Wednesday, August 14, 2013

EXCERPT FROM THE NEXT PHASE OF THE DRUG WAR

FROM THE BRENNAN CENTER FOR JUSTICE


THE NEXT PHASE OF THE WAR ON DRUGS

BY ANDREW COHEN

(EXCERPT)  

What Still Needs to Be Done
So the judiciary in many respects has led the way but now the legislative and executive branches will have to proactively reset the nation’s sentencing laws. The good news is that there are today several measures with bipartisan support pending on Capitol Hill. There is theSmarter Sentencing Act of 2013, which largely tracks the Attorney Generals new proposal. There is the Justice Safety Valve Act of 2013, which would codify the broader discretion the Supreme Court has given to sentencing judges to use discretion in selecting prison terms. And there are several marijuana reform measures also pending that deserve close attention.
But if Washington really wants to end prison overcrowding, and ease the pain and cost of the war on drugs, it ought to go beyond all this. The Attorney General and Congress ought to launch investigations into the widespread use and abuse of “private prisons.” The Justice Department ought to exercise more oversight over its Bureau of Prisons, which is abusing and neglecting mentally ill prisoners. And both the Obama Administration and Congress also ought to push the Drug Enforcement Administration to undertake an objective new review of its classification of marijuana as a Schedule 1 drug. Until that classification changes— and it absolutely should—the federal government will be at war with itself over the single biggest cause of our mass incarceration—the criminalization of marijuana.
All of this will not be finished in the next 100 days, to paraphrase President John Kennedy, but let us begin. If we are going to empty our prisons of tens of thousands of non-violent offenders, if we are to ease the horrific financial burden we’ve created for ourselves through mass incarceration, if we are to end the war on drugs with a realistic acknowledgment that there can be an honorable withdrawal, if we are to bring prison conditions back to constitutional standards, the time is now. The window of reason, after decades of self-delusion, is open and you never know when it is going to close again.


From the first line to the last, write out the records exactly, leaving out images.

*** Input Section Begins ***

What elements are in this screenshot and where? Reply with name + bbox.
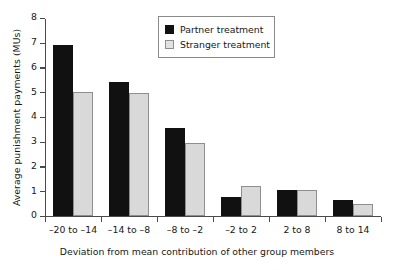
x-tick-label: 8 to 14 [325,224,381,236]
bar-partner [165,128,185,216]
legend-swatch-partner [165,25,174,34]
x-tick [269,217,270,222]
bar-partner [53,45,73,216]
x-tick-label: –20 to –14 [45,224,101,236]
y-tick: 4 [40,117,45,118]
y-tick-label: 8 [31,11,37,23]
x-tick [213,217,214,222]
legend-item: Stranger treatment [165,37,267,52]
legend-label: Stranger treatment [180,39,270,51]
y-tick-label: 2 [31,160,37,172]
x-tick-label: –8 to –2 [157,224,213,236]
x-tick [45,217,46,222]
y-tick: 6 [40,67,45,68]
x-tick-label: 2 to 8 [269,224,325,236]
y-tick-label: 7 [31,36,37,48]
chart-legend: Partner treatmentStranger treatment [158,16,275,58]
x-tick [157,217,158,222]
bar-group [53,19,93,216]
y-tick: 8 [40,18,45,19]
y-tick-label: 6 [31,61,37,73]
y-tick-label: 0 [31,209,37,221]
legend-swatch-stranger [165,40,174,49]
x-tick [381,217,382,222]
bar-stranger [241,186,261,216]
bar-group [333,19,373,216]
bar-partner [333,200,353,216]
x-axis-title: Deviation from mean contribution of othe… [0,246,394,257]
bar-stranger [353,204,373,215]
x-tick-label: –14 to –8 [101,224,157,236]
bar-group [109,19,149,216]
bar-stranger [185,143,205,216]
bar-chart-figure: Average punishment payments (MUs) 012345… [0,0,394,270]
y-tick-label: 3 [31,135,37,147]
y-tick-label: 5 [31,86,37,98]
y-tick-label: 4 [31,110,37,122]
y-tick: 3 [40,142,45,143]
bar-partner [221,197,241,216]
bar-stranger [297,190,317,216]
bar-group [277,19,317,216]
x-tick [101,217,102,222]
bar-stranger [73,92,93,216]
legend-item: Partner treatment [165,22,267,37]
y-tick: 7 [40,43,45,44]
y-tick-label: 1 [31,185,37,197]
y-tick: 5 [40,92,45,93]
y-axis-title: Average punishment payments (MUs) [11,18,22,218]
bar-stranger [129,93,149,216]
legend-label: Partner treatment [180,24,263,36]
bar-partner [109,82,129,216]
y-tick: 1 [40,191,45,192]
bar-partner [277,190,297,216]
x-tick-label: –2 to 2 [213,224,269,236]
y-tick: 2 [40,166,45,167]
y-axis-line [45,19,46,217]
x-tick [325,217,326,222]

*** Input Section Ends ***

● **Answer box**:
What elements are in this screenshot and where? Reply with name + bbox.
x-tick-label: 8 to 14 [325,224,381,236]
bar-partner [165,128,185,216]
legend-swatch-partner [165,25,174,34]
x-tick [269,217,270,222]
bar-partner [53,45,73,216]
x-tick-label: –20 to –14 [45,224,101,236]
y-tick: 4 [40,117,45,118]
y-tick-label: 8 [31,11,37,23]
x-tick [213,217,214,222]
legend-item: Stranger treatment [165,37,267,52]
legend-label: Stranger treatment [180,39,270,51]
y-tick-label: 2 [31,160,37,172]
x-tick-label: –8 to –2 [157,224,213,236]
x-tick [45,217,46,222]
y-tick: 6 [40,67,45,68]
x-tick-label: 2 to 8 [269,224,325,236]
y-tick-label: 7 [31,36,37,48]
chart-legend: Partner treatmentStranger treatment [158,16,275,58]
x-tick [157,217,158,222]
bar-group [53,19,93,216]
y-tick: 8 [40,18,45,19]
y-tick-label: 6 [31,61,37,73]
y-tick-label: 0 [31,209,37,221]
legend-swatch-stranger [165,40,174,49]
x-tick [381,217,382,222]
bar-stranger [241,186,261,216]
bar-group [333,19,373,216]
bar-partner [333,200,353,216]
x-axis-title: Deviation from mean contribution of othe… [0,246,394,257]
bar-stranger [353,204,373,215]
x-tick-label: –14 to –8 [101,224,157,236]
bar-group [109,19,149,216]
bar-stranger [185,143,205,216]
bar-chart-figure: Average punishment payments (MUs) 012345… [0,0,394,270]
y-tick-label: 3 [31,135,37,147]
y-tick-label: 5 [31,86,37,98]
y-tick-label: 4 [31,110,37,122]
y-tick: 3 [40,142,45,143]
bar-partner [221,197,241,216]
bar-stranger [297,190,317,216]
bar-group [277,19,317,216]
x-tick [101,217,102,222]
bar-stranger [73,92,93,216]
legend-item: Partner treatment [165,22,267,37]
y-tick: 7 [40,43,45,44]
y-tick-label: 1 [31,185,37,197]
y-tick: 5 [40,92,45,93]
y-axis-title: Average punishment payments (MUs) [11,18,22,218]
bar-stranger [129,93,149,216]
legend-label: Partner treatment [180,24,263,36]
bar-partner [109,82,129,216]
y-tick: 1 [40,191,45,192]
bar-partner [277,190,297,216]
x-tick-label: –2 to 2 [213,224,269,236]
y-tick: 2 [40,166,45,167]
y-axis-line [45,19,46,217]
x-tick [325,217,326,222]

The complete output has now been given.